• CHAPTER 1




    Far past the reaches of the green hued meadow, sunlight washed over the snow-laden mountain top beyond, growing ever closer to the horizon. The contour of the jagged mountain against the pale grey sky was alarmingly beautiful, and this she admired from the worn, wooden bench from where she sat.
    She drew her cream colored knit sweater closer around her thin, frail arms and leaned back, the bench gently groaning under the pressure. It was late February and yet the irises had already begun to bloom. Their soft, light purple petals brushed across the grassy meadow, their hue congruent with that of the early morning sky.
    This was a thoughtful place, where she often spent hours immersing herself in the serenity of the land. She felt at peace here, it cleared her mind and allowed her an escape from reality.
    However, reality itself is respective of each conciousness who experiences it.
    A mild breeze swept through the arid meadow, and she could feel her body temperature rise as the sun's rays encompassed her as well.

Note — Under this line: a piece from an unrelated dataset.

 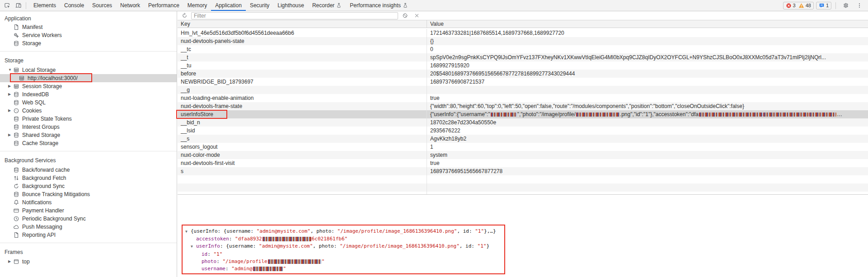 I want to click on tab-performance-insights: Performance insights, so click(x=379, y=5).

Though it would hardly reach forty degrees at this point in the morning, she broke into a sweat and ushered herself out of her repose. '
    Clinging to the back of the bench with a free hand as she pushed herself up, she winced as her weakened knees attempted to support her meager weight. Once she regained a vertical posture, she exhaled a sigh of relief and ambled slowly back to RV that had waited alongside a rough dirt road east of the mountain side.

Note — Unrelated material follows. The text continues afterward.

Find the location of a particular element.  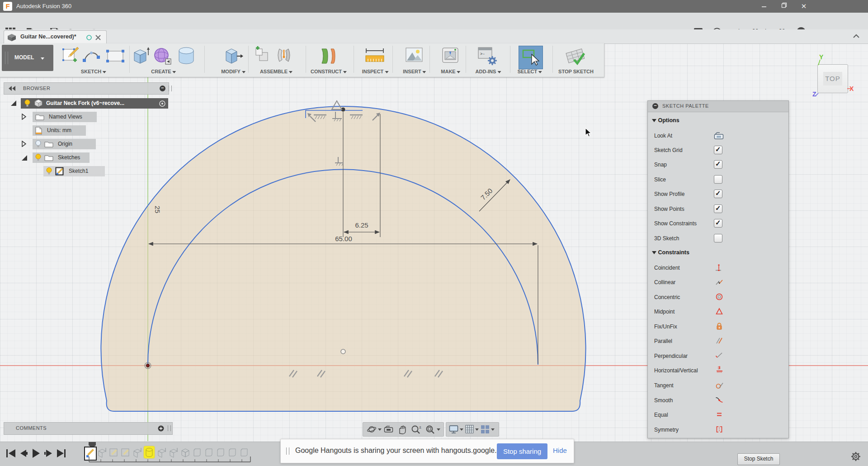

add-comment-icon is located at coordinates (161, 428).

    She paused, her slim knees aching from the pressure of gravity pulling her towards the earth, coaxing her to buckle down at any moment, and took a few short winded breaths. The entirety of her chest felt as though there was a great force squeezing her, making it very difficult to breathe. Pressing a cool, clammy hand over her partially uncovered chest, she continued on with only a slight limp.
    Without looking back once, she climbed slowly but surely into her reliable camper and gently hoisted her small body into the driver's seat. She promptly fastened her seatbelt and adjusted her mirrors, indulging herself in one last view of the mountain ridge and the field rampant with her most beloved flower, before throwing the vehicle into gear and driving the old white camper directly off the ridge of the plateau.
    The familiar smell of cinder smoke and flowers was more vivid than anything in her last moments, where she clenched her eyelids shut and grasped the wheel with such clenched fists that her knuckles where completely white. During the very last moment, the last second, she smelled autumn, and could have sworn that she heard someone calling to her, belonging to a voice that had not uttered a single sound in ten years, calling her name. Whether it was a delusion, euphoria caused by an on-set of panic or a near death experience, the sound of his voice brought her instantaneously to tears, tears of joy, of bitter sorrow. She forced herself to believe that she would soon be joining the only person that she had ever loved and hated and adored and despised. The only one that could make her feel anything at all.